CBS pays £140m for UK site Last.FM to cash in on social networking
Thursday, 31 May 2007
Last.FM, the London-based music-recommendation internet site, has been snapped up by the US media giant CBS for £140m in cash, the largest-ever acquisition of a UK social networking company.
Although the sale price is dwarfed by recent deals such as NewsCorp's $580m (£294m) acquisition of MySpace and Google's $1.6bn purchase of YouTube, it beats the £120m ITV paid to buy the UK social networking site Friends Reunited in 2005. The deal also ends months of speculation about the future of Last.FM with Viacom rumoured to be interested in purchasing the UK firm.
Last.FM has built a network of 15 million active users across 200 countries since its launch four years ago and is one of a clutch of online music companies to offer fans a new way of finding music based on the user's tastes.
The site works by building a profile of a user's preferences based on the songs they choose to listen to via streamed radio or through their own computer or MP3 player. The site then uses the information to recommend, or "scrobble", music that the user might also like and displays the track-lists on a personalised website that can be linked to other users with similar tastes.
Thus the site could detect that a user who listens to Johnny Cash might also like other country artists like Hank Williams or Willie Nelson. The user can then build a customised radio station or start to chat to other users on the site to share opinions or swap tips about other artists. The site also lists events, recommending 200,000 festivals and concerts around the world.
Martin Stiksel, who founded the company with Felix Miller and Richard Jones, said that Last.FM had reached "a crossroads" and had to decide whether to seek more venture capital funding or to become part of a larger media company to take it to the next level. He said that the sale of Last.FM to CBS would enable the company to expand into the burgeoning online video market, and to explore ways to use its technology outside the music industry. "Our platform could ultimately apply to all forms of media," Mr Miller said.
The sale of the site will make the three founders millionaires. While Mr Miller and Mr Stiksel were already involved in the music industry, the 24-year old Mr Jones is set to get £10m as a result of the sale after living in a tent on a friend's balcony in Whitechapel while developing the scrobbling technology. The trio will stay with Last.FM after Mr Stiksel said that the site would be run as an independent unit within CBS's vast media empire.
CBS, which has also invested in the online television provider Joost as well as around 25 other online companies, said the site would enhance its ambition to appeal to younger viewers. Leslie Moonves, the head of CBS, said: "Last.FM is one of the most well-established, fastest growing online community networks out there."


Skip every picture. Print each line from the one containing "Find the location" through the end of the records below, word for word.

## Provided records
· · · · ·
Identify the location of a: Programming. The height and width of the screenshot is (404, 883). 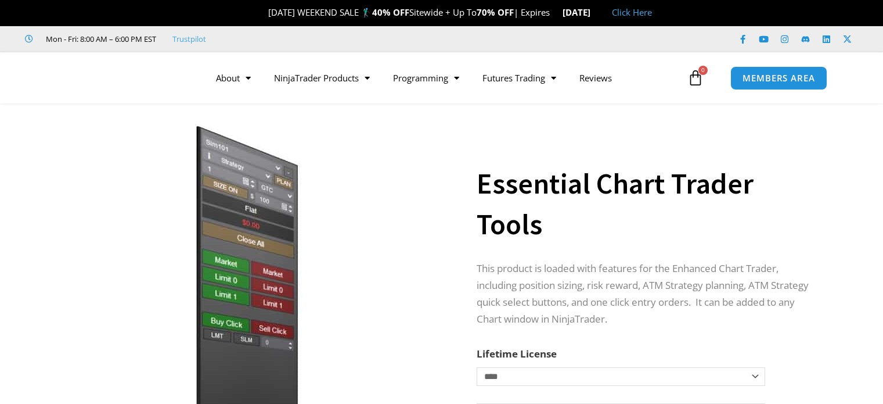
(426, 78).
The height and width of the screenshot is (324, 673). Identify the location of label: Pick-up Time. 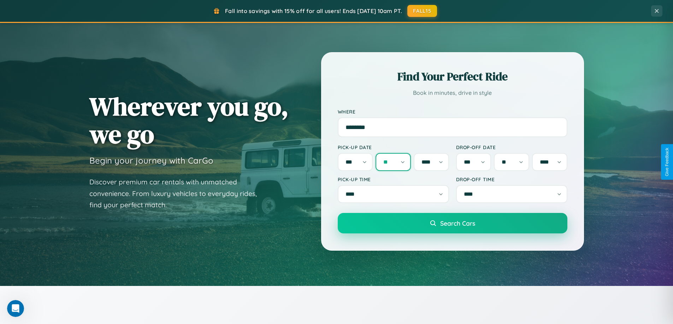
(393, 179).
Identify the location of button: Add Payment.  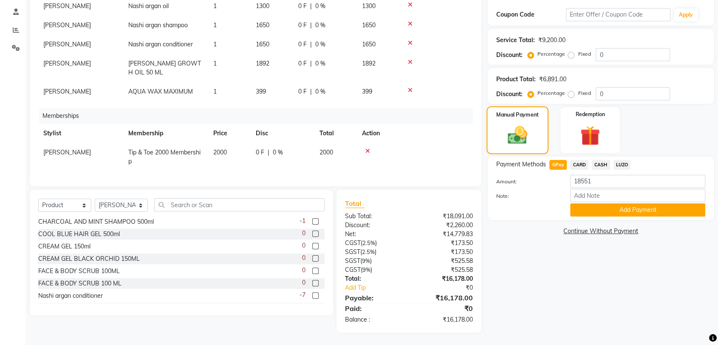
(638, 210).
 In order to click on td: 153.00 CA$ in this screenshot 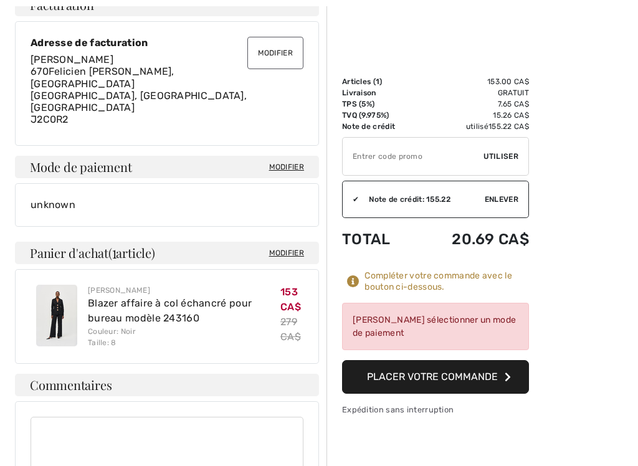, I will do `click(474, 82)`.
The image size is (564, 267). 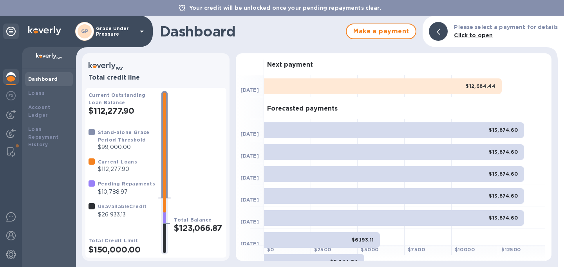 I want to click on b: Current Loans, so click(x=117, y=161).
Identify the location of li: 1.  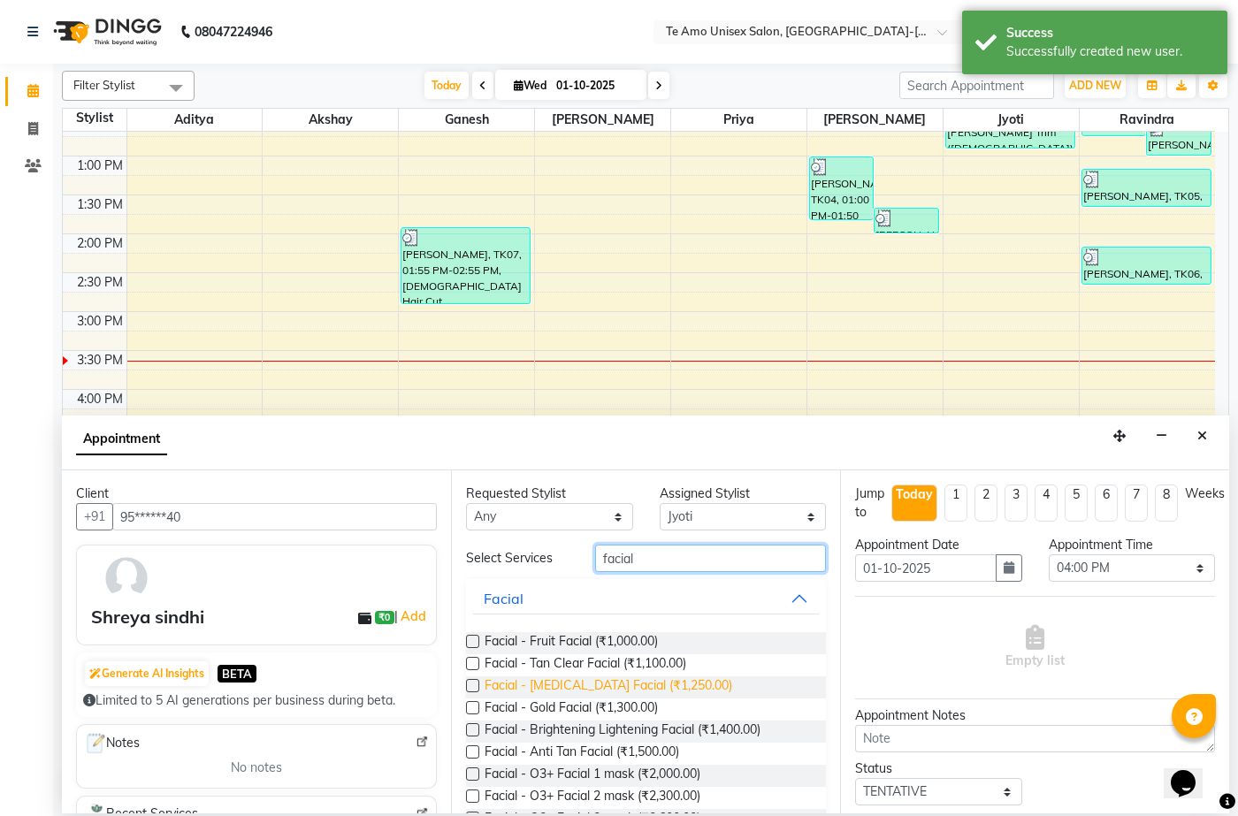
(956, 503).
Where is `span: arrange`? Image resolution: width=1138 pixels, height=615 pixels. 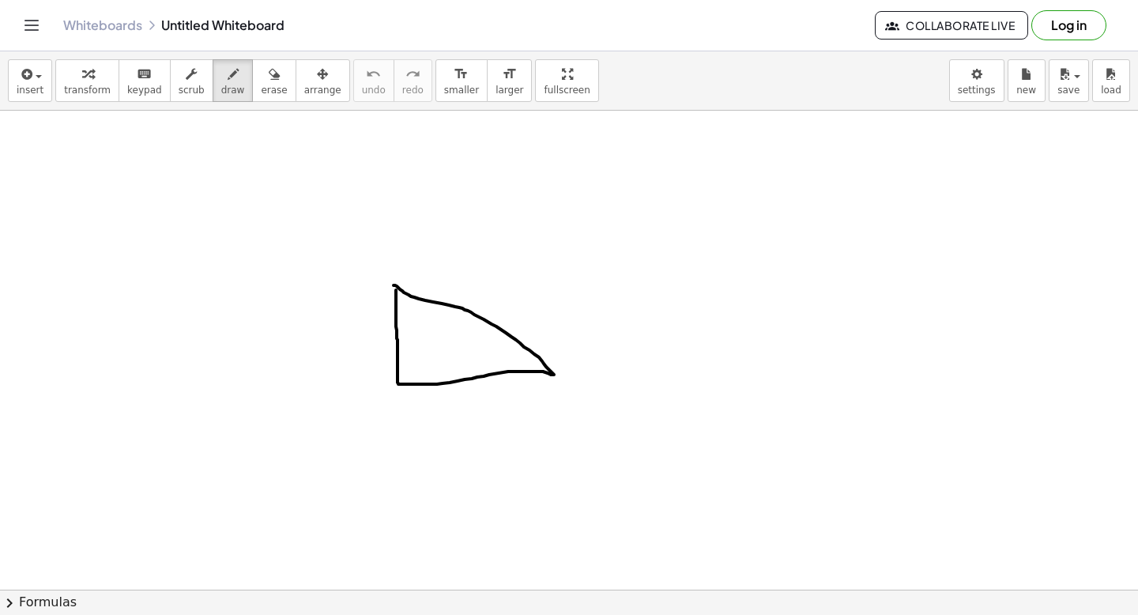
span: arrange is located at coordinates (322, 90).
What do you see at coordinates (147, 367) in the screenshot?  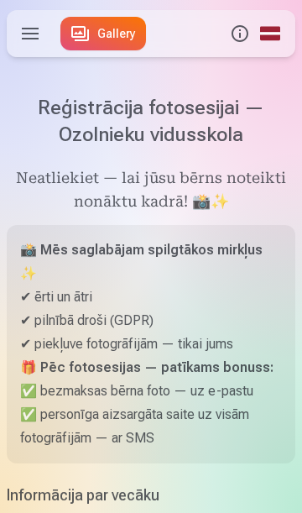 I see `strong: 🎁 Pēc fotosesijas — patīkams bonuss:` at bounding box center [147, 367].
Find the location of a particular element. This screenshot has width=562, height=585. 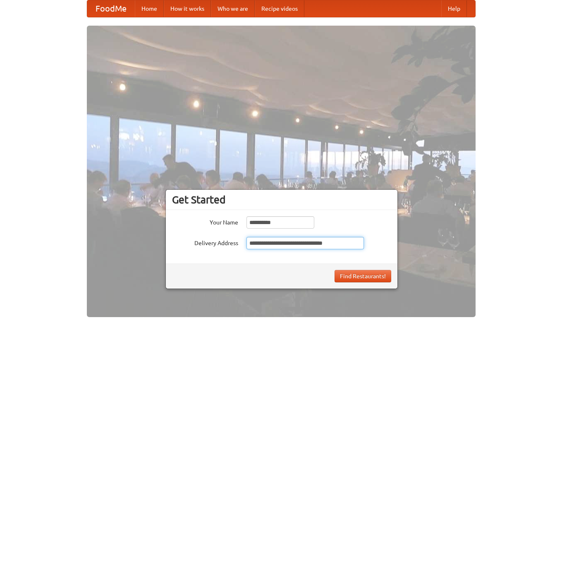

label: Delivery Address is located at coordinates (205, 242).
· · · · ·
## Worked solution
Find the location of a particular element. This screenshot has width=562, height=585. 

label: Delivery Address is located at coordinates (205, 242).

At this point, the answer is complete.